American Whitewater recently left the coalition and together with Colorado Whitewater and the American Canoe Association, is pursuing legislation that would grant just the right to float. Vertrees said the right to float and the right to wade are two separate issues that shouldn’t be lumped together. 

“I personally cannot support [the right to wade] because I believe it will tank the whole thing,” he said. “I just personally believe that it’s going to be hard to do them both at once.”

Anglers want to be able to walk up and down a streambed to fish, but only after entering the river through a public access point and not trespassing across private property to get there. This right to wade is particularly relevant to the Fryingpan River, which is a popular Gold Medal trout fishery where only about half of the river below Ruedi Reservoir is public and no trespassing signs line stretches of the waterway.

Bill Nein, of Salida, prepares to release a brown trout he caught back into the Fryingpan River. Some river access proponents want the state to clarify rules regarding public use of streambeds and banks for fishing. CREDIT: HEATHER SACKETT/ASPEN JOURNALISM

More education needed

Opponents of a law expanding access say that this is a private property issue and that landowners have the right to exclude others from their property. Garin Vorthmann testified on behalf of the Colorado Farm Bureau at the Water Resources Committee meeting in August. She said she was also working with a broad coalition of landowners, private businesses and real estate agents.

“Depriving a landowner of the right to exclude people from their private property without just compensation is considered a taking,” she told lawmakers. “Legislation that would change the ownership of the bed or bank to be public or owned by the state obligates the government to provide just compensation to the landowner and will embroil the state in expensive litigation.”

Other experts say addressing this issue through legislation might only make it worse. A report released in September by the conservative-leaning Common Sense Institute said that “the path to clarification is fraught with innumerable bad outcomes where both sides and ultimately the state of Colorado will be worse off than they are now” and that “attempts by either side to expand those rights at the expense of the other are likely to create more problems than they solve.”

Greg Walcher, former director of the Colorado Department of Natural Resources and co-author of the report, said a better approach would be a public education campaign so that boaters know exactly where they are allowed to float: through land that is already owned by the state or federal government and therefore public. The study notes the importance of rivers to Colorado’s outdoor recreation economy, and the millions that the Great Outdoors Colorado (GOCO) grant program has invested in stream access and conservation projects in recent years. 

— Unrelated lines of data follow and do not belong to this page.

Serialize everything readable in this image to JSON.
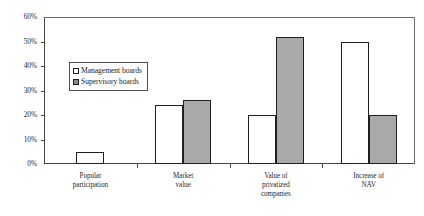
{
  "chart_data": {
    "type": "bar",
    "title": "",
    "subtitle": "",
    "xlabel": "",
    "ylabel": "",
    "categories": [
      "Popular\nparticipation",
      "Market\nvalue",
      "Value of\nprivatized\ncompanies",
      "Increase of\nNAV"
    ],
    "category_labels": [
      [
        "Popular",
        "participation"
      ],
      [
        "Market",
        "value"
      ],
      [
        "Value of",
        "privatized",
        "companies"
      ],
      [
        "Increase of",
        "NAV"
      ]
    ],
    "series": [
      {
        "name": "Management boards",
        "color": "#ffffff",
        "values": [
          5,
          24,
          20,
          50
        ]
      },
      {
        "name": "Supervisory boards",
        "color": "#a9a9a9",
        "values": [
          null,
          26,
          52,
          20
        ]
      }
    ],
    "ylim": [
      0,
      60
    ],
    "ytick_step": 10,
    "ytick_labels": [
      "0%",
      "10%",
      "20%",
      "30%",
      "40%",
      "50%",
      "60%"
    ],
    "ytick_values": [
      0,
      10,
      20,
      30,
      40,
      50,
      60
    ],
    "grid": false,
    "legend_position": "inside-upper-left",
    "value_suffix": "%"
  },
  "legend": {
    "entries": [
      {
        "label": "Management boards",
        "swatch": "hollow-square-icon"
      },
      {
        "label": "Supervisory boards",
        "swatch": "filled-square-icon"
      }
    ]
  },
  "colors": {
    "bar_outline": "#1f1f1f",
    "series_management": "#ffffff",
    "series_supervisory": "#a9a9a9",
    "axis": "#444444",
    "frame": "#6d6d6d",
    "text": "#2b2b2b",
    "background": "#ffffff"
  }
}
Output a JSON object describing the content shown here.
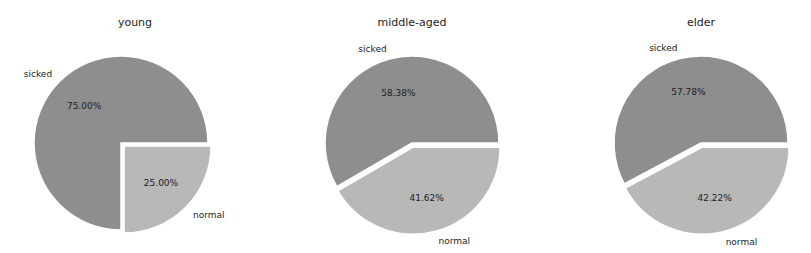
{
  "chart_data": [
    {
      "type": "pie",
      "title": "young",
      "labels": [
        "sicked",
        "normal"
      ],
      "values": [
        75.0,
        25.0
      ],
      "autopct": [
        "75.00%",
        "25.00%"
      ],
      "colors": [
        "#8e8e8e",
        "#b8b8b8"
      ],
      "explode": [
        0,
        0.05
      ]
    },
    {
      "type": "pie",
      "title": "middle-aged",
      "labels": [
        "sicked",
        "normal"
      ],
      "values": [
        58.38,
        41.62
      ],
      "autopct": [
        "58.38%",
        "41.62%"
      ],
      "colors": [
        "#8e8e8e",
        "#b8b8b8"
      ],
      "explode": [
        0,
        0.05
      ]
    },
    {
      "type": "pie",
      "title": "elder",
      "labels": [
        "sicked",
        "normal"
      ],
      "values": [
        57.78,
        42.22
      ],
      "autopct": [
        "57.78%",
        "42.22%"
      ],
      "colors": [
        "#8e8e8e",
        "#b8b8b8"
      ],
      "explode": [
        0,
        0.05
      ]
    }
  ]
}
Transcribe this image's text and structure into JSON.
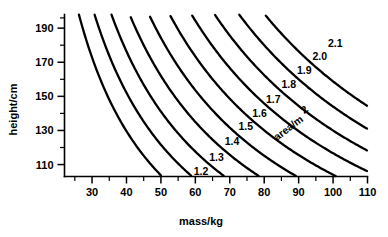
{
  "chart_data": {
    "type": "line",
    "title": "",
    "subtitle": "",
    "xlabel": "mass/kg",
    "ylabel": "height/cm",
    "xlim": [
      22,
      110
    ],
    "ylim": [
      103,
      198
    ],
    "grid": false,
    "legend_position": "inline-contour-labels",
    "series_label": "area/m",
    "series_label_exponent": "2",
    "x_ticks_major": [
      30,
      40,
      50,
      60,
      70,
      80,
      90,
      100,
      110
    ],
    "x_ticks_major_labels": [
      "30",
      "40",
      "50",
      "60",
      "70",
      "80",
      "90",
      "100",
      "110"
    ],
    "x_ticks_minor": [
      25,
      35,
      45,
      55,
      65,
      75,
      85,
      95,
      105
    ],
    "y_ticks_major": [
      110,
      130,
      150,
      170,
      190
    ],
    "y_ticks_major_labels": [
      "110",
      "130",
      "150",
      "170",
      "190"
    ],
    "y_ticks_minor": [
      120,
      140,
      160,
      180
    ],
    "contour_formula": "area = sqrt(height_cm * mass_kg / 3600)",
    "series": [
      {
        "name": "1.2",
        "value": 1.2,
        "label": "1.2",
        "label_x": 58.5,
        "label_y": 106.5
      },
      {
        "name": "1.3",
        "value": 1.3,
        "label": "1.3",
        "label_x": 63.0,
        "label_y": 114.5
      },
      {
        "name": "1.4",
        "value": 1.4,
        "label": "1.4",
        "label_x": 67.5,
        "label_y": 124.0
      },
      {
        "name": "1.5",
        "value": 1.5,
        "label": "1.5",
        "label_x": 71.5,
        "label_y": 132.5
      },
      {
        "name": "1.6",
        "value": 1.6,
        "label": "1.6",
        "label_x": 75.5,
        "label_y": 140.5
      },
      {
        "name": "1.7",
        "value": 1.7,
        "label": "1.7",
        "label_x": 79.5,
        "label_y": 148.5
      },
      {
        "name": "1.8",
        "value": 1.8,
        "label": "1.8",
        "label_x": 84.0,
        "label_y": 157.0
      },
      {
        "name": "1.9",
        "value": 1.9,
        "label": "1.9",
        "label_x": 88.5,
        "label_y": 165.5
      },
      {
        "name": "2.0",
        "value": 2.0,
        "label": "2.0",
        "label_x": 93.0,
        "label_y": 173.5
      },
      {
        "name": "2.1",
        "value": 2.1,
        "label": "2.1",
        "label_x": 97.5,
        "label_y": 181.5
      }
    ]
  },
  "axes": {
    "x_title": "mass/kg",
    "y_title": "height/cm"
  }
}
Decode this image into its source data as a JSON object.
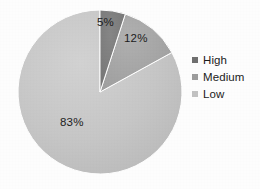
{
  "chart_data": {
    "type": "pie",
    "title": "",
    "categories": [
      "High",
      "Medium",
      "Low"
    ],
    "values": [
      5,
      12,
      83
    ],
    "value_labels": [
      "5%",
      "12%",
      "83%"
    ],
    "unit": "%",
    "legend_position": "right",
    "start_angle_deg": 0,
    "direction": "clockwise",
    "grid": false,
    "colors": [
      "#7d7d7d",
      "#a6a6a6",
      "#c4c4c4"
    ],
    "slices": [
      {
        "name": "High",
        "label": "5%",
        "value": 5,
        "color": "#7d7d7d"
      },
      {
        "name": "Medium",
        "label": "12%",
        "value": 12,
        "color": "#a6a6a6"
      },
      {
        "name": "Low",
        "label": "83%",
        "value": 83,
        "color": "#c4c4c4"
      }
    ]
  },
  "legend": {
    "items": [
      {
        "label": "High",
        "color": "#6f6f6f"
      },
      {
        "label": "Medium",
        "color": "#9d9d9d"
      },
      {
        "label": "Low",
        "color": "#c2c2c2"
      }
    ]
  },
  "geometry": {
    "center_x": 100,
    "center_y": 92,
    "radius": 82
  },
  "palette": {
    "background": "#fdfdfd",
    "text": "#1b1b1b",
    "slice_high": "#7d7d7d",
    "slice_medium": "#a6a6a6",
    "slice_low": "#c4c4c4",
    "outline": "#ffffff"
  }
}
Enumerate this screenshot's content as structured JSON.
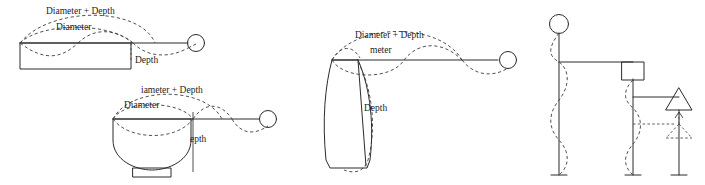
{
  "canvas": {
    "width": 705,
    "height": 185,
    "background": "#ffffff",
    "ink": "#2b2b2b",
    "dash_ink": "#3d3d3d"
  },
  "figures": [
    {
      "id": "figure-1",
      "name": "shallow-rectangular-vessel-profile",
      "shape": "shallow rectangular vessel (flat open dish) in section",
      "labels": {
        "diameter_plus_depth": "Diameter + Depth",
        "diameter": "Diameter",
        "depth": "Depth"
      },
      "has_terminal_circle": true
    },
    {
      "id": "figure-2",
      "name": "hemispherical-bowl-profile",
      "shape": "hemispherical bowl with small ring foot in section",
      "labels": {
        "diameter_plus_depth": "iameter + Depth",
        "diameter": "Diameter",
        "depth": "epth"
      },
      "has_terminal_circle": true
    },
    {
      "id": "figure-3",
      "name": "tall-jar-profile",
      "shape": "tall tapering jar in section",
      "labels": {
        "diameter_plus_depth": "Diameter + Depth",
        "diameter": "meter",
        "depth": "Depth"
      },
      "has_terminal_circle": true
    },
    {
      "id": "figure-4",
      "name": "stem-schematic",
      "shape": "three vertical stems carrying circle, square and triangle markers with dashed sinusoidal overlays",
      "markers": [
        "circle",
        "square",
        "triangle"
      ],
      "labels": {}
    }
  ]
}
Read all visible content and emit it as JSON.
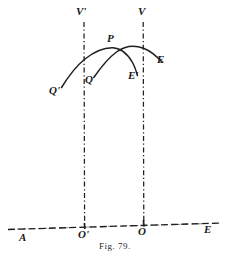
{
  "figure": {
    "caption": "Fig.  79.",
    "caption_prefix": "Fig.",
    "caption_number": "79.",
    "ink_color": "#1f1f1f",
    "background_color": "#ffffff",
    "width": 230,
    "height": 259
  },
  "labels": {
    "vertex_left": "V'",
    "vertex_right": "V",
    "apex": "P",
    "start_left": "Q'",
    "start_mid": "Q",
    "end_mid": "E'",
    "end_right": "E",
    "origin_left": "O'",
    "origin_right": "O",
    "axis_left": "A",
    "axis_right": "E"
  },
  "geometry": {
    "baseline": {
      "name": "horizontal-axis",
      "x1": 8,
      "y1": 229,
      "x2": 222,
      "y2": 223,
      "style": "dashed"
    },
    "vertical_left": {
      "name": "vertical-axis-left",
      "x": 84,
      "y_top": 22,
      "y_bottom": 228,
      "style": "dash-dot"
    },
    "vertical_right": {
      "name": "vertical-axis-right",
      "x": 143,
      "y_top": 22,
      "y_bottom": 226,
      "style": "dash-dot"
    },
    "arc_primary": {
      "name": "arc-Q-prime-to-E-prime",
      "from": "Q'",
      "through": "P",
      "to": "E'",
      "points": [
        [
          62,
          86
        ],
        [
          72,
          72
        ],
        [
          84,
          61
        ],
        [
          98,
          52
        ],
        [
          112,
          48
        ],
        [
          124,
          55
        ],
        [
          133,
          68
        ],
        [
          137,
          75
        ]
      ]
    },
    "arc_secondary": {
      "name": "arc-Q-to-E",
      "from": "Q",
      "through": "P",
      "to": "E",
      "points": [
        [
          94,
          77
        ],
        [
          105,
          63
        ],
        [
          115,
          53
        ],
        [
          128,
          47
        ],
        [
          141,
          48
        ],
        [
          152,
          54
        ],
        [
          162,
          62
        ]
      ]
    }
  },
  "label_positions": {
    "vertex_left": {
      "x": 78,
      "y": 8
    },
    "vertex_right": {
      "x": 139,
      "y": 8
    },
    "apex": {
      "x": 108,
      "y": 38
    },
    "start_left": {
      "x": 51,
      "y": 84
    },
    "start_mid": {
      "x": 86,
      "y": 75
    },
    "end_mid": {
      "x": 129,
      "y": 72
    },
    "end_right": {
      "x": 158,
      "y": 55
    },
    "origin_left": {
      "x": 79,
      "y": 230
    },
    "origin_right": {
      "x": 138,
      "y": 228
    },
    "axis_left": {
      "x": 20,
      "y": 234
    },
    "axis_right": {
      "x": 205,
      "y": 226
    },
    "caption": {
      "y": 240
    }
  }
}
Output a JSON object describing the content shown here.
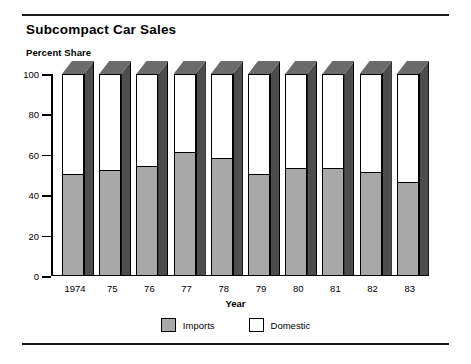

“The floating industry has become huge in Colorado, so we need to find a solution,” Walcher said. “And part of that is making sure people understand where they can and can’t float.”

Proponents of stream access agree that education is important, and to that end, Steamboat Springs-based advocacy organization and content studio Rig to Flip is releasing a short film by Cody Perry called “Common Waters,” which features the Hill case and outlines the issue as they see it: that Colorado is one of the worst states for providing public access to streams, and in a place that prides itself on an outdoor lifestyle, increased access and clarity on the rules are needed. 

With proponents still hashing out differing options on what a policy proposal should call for, any new legislation for the 2026 session won’t be introduced by the Water Resources and Agricultural Review Committee, but there’s still a chance lawmakers could take it up. Coalition members say they are continuing to meet with stakeholders and figuring out the best way forward.

“At American Whitewater, we believe that people are really only going to protect the resource if they have the opportunity to explore that place and understand and experience a river,” Kunz said. “So our hope is that by allowing people to access these rivers in Colorado that we will ensure future generations of river stewards.”